Op-ed: While French people are beginning to feel like foreigners in their own country, local Jews are facing both anti-Semitic right and anti-Zionist left, which marched alongside Hamas-supporting jihadists in the summer's protests.

The plaza was empty. It wasn't like any other Friday, when parents arrive at the Jewish school in Aix-en-Provence to pick up their children.

  

 

Two of the institution's security guards, reinforced by soldiers with assault rifles, stood at the front of the building, which also includes a synagogue and the Jewish community center.

 

It's a small city in the south of France, but following the developing events in the capital, Paris, the fear has become much more concrete.

 

In nearby Marseilles, less than an hour's drive away, there are Muslim neighborhoods which even the police are afraid to visit. When elections were held in Tunisia, the support for the Islamic party was much higher in Marseilles than in the origin country.
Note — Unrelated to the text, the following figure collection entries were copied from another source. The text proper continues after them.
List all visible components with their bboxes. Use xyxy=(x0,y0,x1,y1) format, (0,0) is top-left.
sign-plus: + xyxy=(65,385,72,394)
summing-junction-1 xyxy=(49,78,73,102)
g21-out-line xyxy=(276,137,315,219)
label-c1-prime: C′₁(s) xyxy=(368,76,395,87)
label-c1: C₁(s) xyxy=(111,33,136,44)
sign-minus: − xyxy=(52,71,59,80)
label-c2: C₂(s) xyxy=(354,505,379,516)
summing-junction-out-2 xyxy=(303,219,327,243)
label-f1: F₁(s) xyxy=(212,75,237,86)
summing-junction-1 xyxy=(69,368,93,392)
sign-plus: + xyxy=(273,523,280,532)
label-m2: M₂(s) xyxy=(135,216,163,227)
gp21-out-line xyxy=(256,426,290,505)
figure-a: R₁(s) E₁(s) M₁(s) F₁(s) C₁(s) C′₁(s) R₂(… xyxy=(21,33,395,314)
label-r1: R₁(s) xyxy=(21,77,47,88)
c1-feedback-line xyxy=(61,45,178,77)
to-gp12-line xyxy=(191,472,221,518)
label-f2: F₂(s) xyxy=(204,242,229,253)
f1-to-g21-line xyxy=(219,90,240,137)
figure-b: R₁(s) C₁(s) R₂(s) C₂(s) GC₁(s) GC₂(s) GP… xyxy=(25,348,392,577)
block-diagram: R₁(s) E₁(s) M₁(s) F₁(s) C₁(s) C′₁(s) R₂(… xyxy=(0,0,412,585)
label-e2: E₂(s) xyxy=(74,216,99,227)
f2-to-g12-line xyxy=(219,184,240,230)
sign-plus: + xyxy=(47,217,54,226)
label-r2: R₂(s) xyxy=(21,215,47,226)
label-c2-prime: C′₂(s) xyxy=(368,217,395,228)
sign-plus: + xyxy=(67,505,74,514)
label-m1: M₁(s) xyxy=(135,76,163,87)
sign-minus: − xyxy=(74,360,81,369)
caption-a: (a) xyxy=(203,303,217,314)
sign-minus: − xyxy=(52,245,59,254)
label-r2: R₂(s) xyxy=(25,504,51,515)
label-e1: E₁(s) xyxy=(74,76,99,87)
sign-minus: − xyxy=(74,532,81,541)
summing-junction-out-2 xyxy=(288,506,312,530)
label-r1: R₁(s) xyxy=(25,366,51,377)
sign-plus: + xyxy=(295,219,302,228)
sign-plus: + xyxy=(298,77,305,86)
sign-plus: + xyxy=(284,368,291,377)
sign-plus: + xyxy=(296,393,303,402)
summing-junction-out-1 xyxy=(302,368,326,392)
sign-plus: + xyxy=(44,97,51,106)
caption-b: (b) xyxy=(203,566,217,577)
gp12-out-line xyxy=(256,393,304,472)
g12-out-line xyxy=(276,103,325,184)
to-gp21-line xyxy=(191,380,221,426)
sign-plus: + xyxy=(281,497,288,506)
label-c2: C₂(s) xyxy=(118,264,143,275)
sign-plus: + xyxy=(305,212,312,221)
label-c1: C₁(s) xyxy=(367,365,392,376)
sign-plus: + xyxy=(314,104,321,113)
That doesn’t mean that all of the party's supporters approve of terror. But it is terrifying.

 

The problem is not the old anti-Semitism. The problem is the new anti-Semitism, and the problem is the direction France is heading in. In Sarcelles, a town near Paris inhabited by North Africans, where Jews and Muslims have been living in relative peace for the past few decades, something happened in the past summer – and anti-Israel protests quickly turned into violent protests against Jews. Some of the neighbors also turned into rioting hooligans.

 

Solidarity rally outside kosher supermarket in Paris. 'Many Jews feel this is a milestone ahead of the end of the road in France' (Photo: EPA)
Solidarity rally outside kosher supermarket in Paris. 'Many Jews feel this is a milestone ahead of the end of the road in France' (Photo: EPA)

 

"I am so scared that I haven't left the house in three days," a Jewish woman from Sarcelles told me. "As soon as I get the chance, I'll get out of here. There was violence. There was vandalism. Stores were destroyed and torched. It's only a miracle that there were no casualties. But no one is willing to take a risk about the future. No one is deluding himself that the coexistence will return."

 

France's Jews feel like Israel's Jews in the height of the intifada. Many of them wear skullcaps when they arrive in Israel. It's not that they are devout Jews. In France they just can't walk around with skullcaps. In Israel they enjoy a free domain – the freedom to wear a kippah, an impossible treat in their place of residence. Now it's only getting worse.

 

I watched the parents arriving at the school, at the beginning or at the end of the school day. They glanced fearfully in all directions.

 

There have been terror attacks against Jews before. One was carried out in the city of Toulouse by Mohammed Merah, a duplicate of the Kouachi brothers, who carried out the murder at the Charlie Hebdo office. 

 

It's true that most Muslims don't support terror. But too many of them are in favor of applying Sharia law. And their leader, Tariq Ramadan, is an authentic representative of the double talk: He is both a clear supporter of the Muslims' integration in Europe and a fervent supporter of the Islamic "resistance" in Morocco, in Chechnya, in Palestine, in Pakistan and in Afghanistan. The man is now chanting in favor of freedom of expression. He may be a professor, but he is as slippery as an eel – and this is the "moderate" spiritual leader of many of France's young Muslims.

 

France is under attack, and the Jewish community is under a double attack. The French are starting to feel like foreigners in their country, and for the Jews it's a double foreignness. They are already accustomed to an anti-Semitic right, whose finest hour was the Dreyfus affair.

 

Dark people on the left, usually anti-Zionists, operate alongside the anti-Semitic right, and in the past summer's protests they marched alongside Hamas-supporting jihadists.

 

There are millions of French people, including decent and law-abiding Muslims – but the jihadists, even if there are only few of them, are far from being defeated.

 

France has its concerns. The Jews have more concerns. The events of the past week served as a milestone for France. Many Jews feel this is a milestone ahead of the end of the road in France.